Nigeria must attract at least $100 billion in investments annually if it is to achieve its long-term ambition of becoming a middle-income country by 2050, according to Minister of Budget and National Planning, Atiku Bagudu.
Bagudu made the projection on Tuesday in Abuja at a one-day policy dialogue on Deepening Legislative-Executive Synergy for Effective Economic Governance in Nigeria, organised by the National Institute for Legislative and Democratic Studies (NILDS).
The minister stressed that the Nigeria Agenda 2050 was not a “lofty dream” but a carefully designed roadmap to prosperity. He said President Bola Tinubu’s administration has begun taking bold steps to reverse years of weak fiscal capacity and structural distortions.
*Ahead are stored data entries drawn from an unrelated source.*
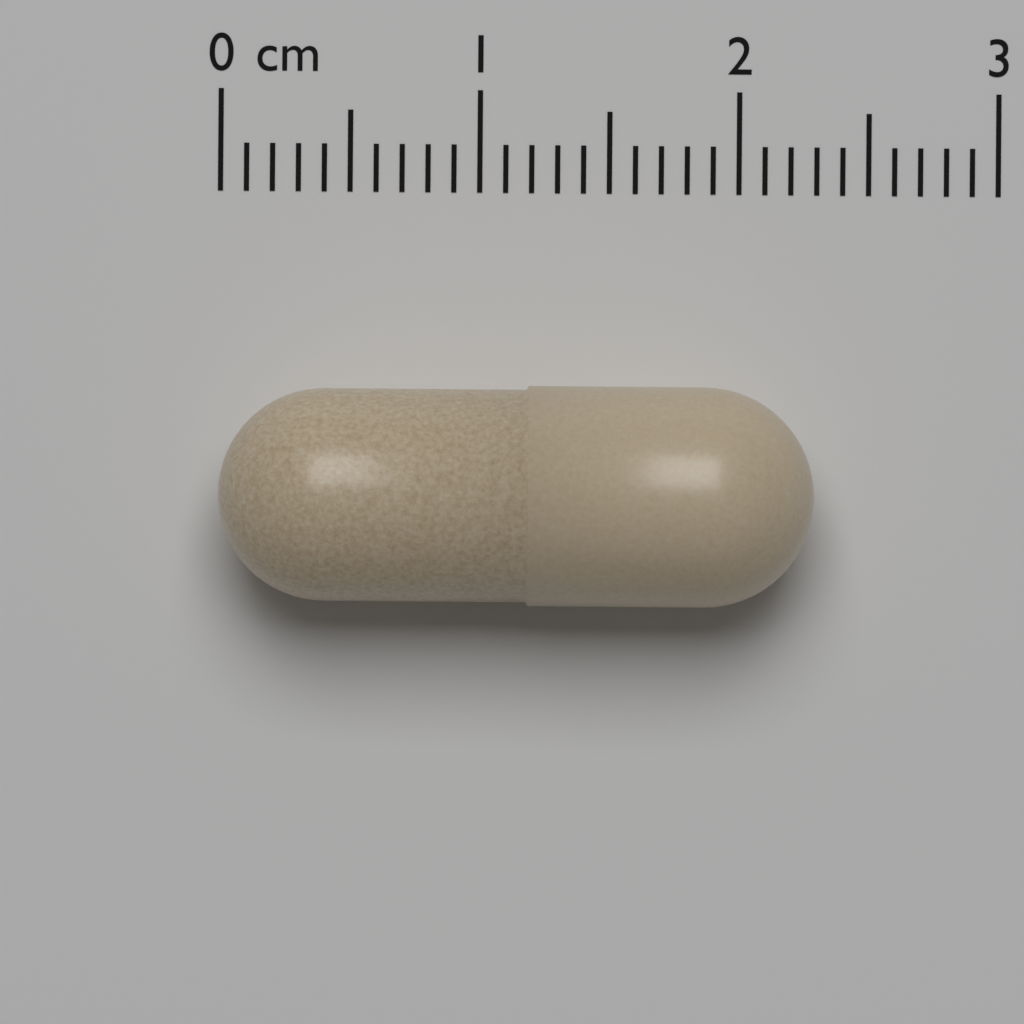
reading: 2.3 cm
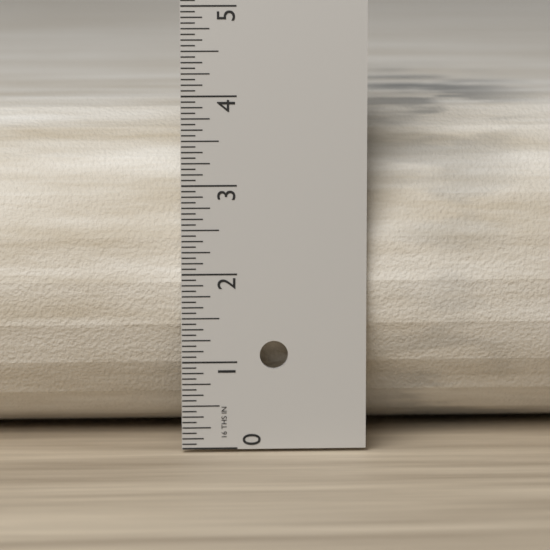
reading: 3.8125 in
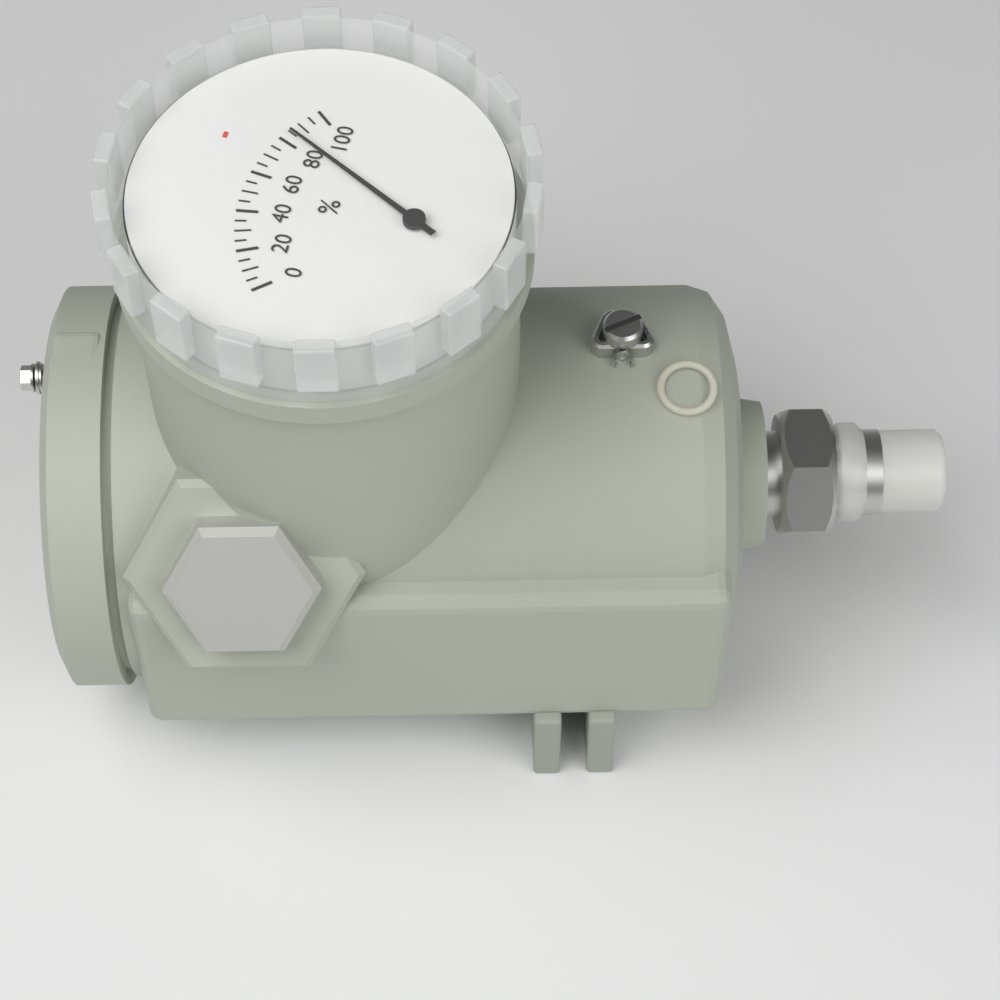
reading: 85 %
“We calculated, and to achieve this objective, Nigeria requires at least $100 billion investment per annum from both the private and public sectors,” Bagudu explained.
He noted that the long-term plan is divided into six medium-term phases, beginning with 2021–2025 and extending in five-year intervals until 2050.
Bagudu added that recent reforms had doubled Nigeria’s revenue-to-GDP ratio from 9 percent in June 2023 to 16 percent, but warned that the figure still falls behind global comparators.
“Brazil, a federation like Nigeria, has a federal budget of about $700 billion, while ours is just $36 billion,” he pointed out.
The minister also stressed the need for sustained private sector confidence, stronger governance, and enhanced fiscal discipline to mobilise the scale of investment required.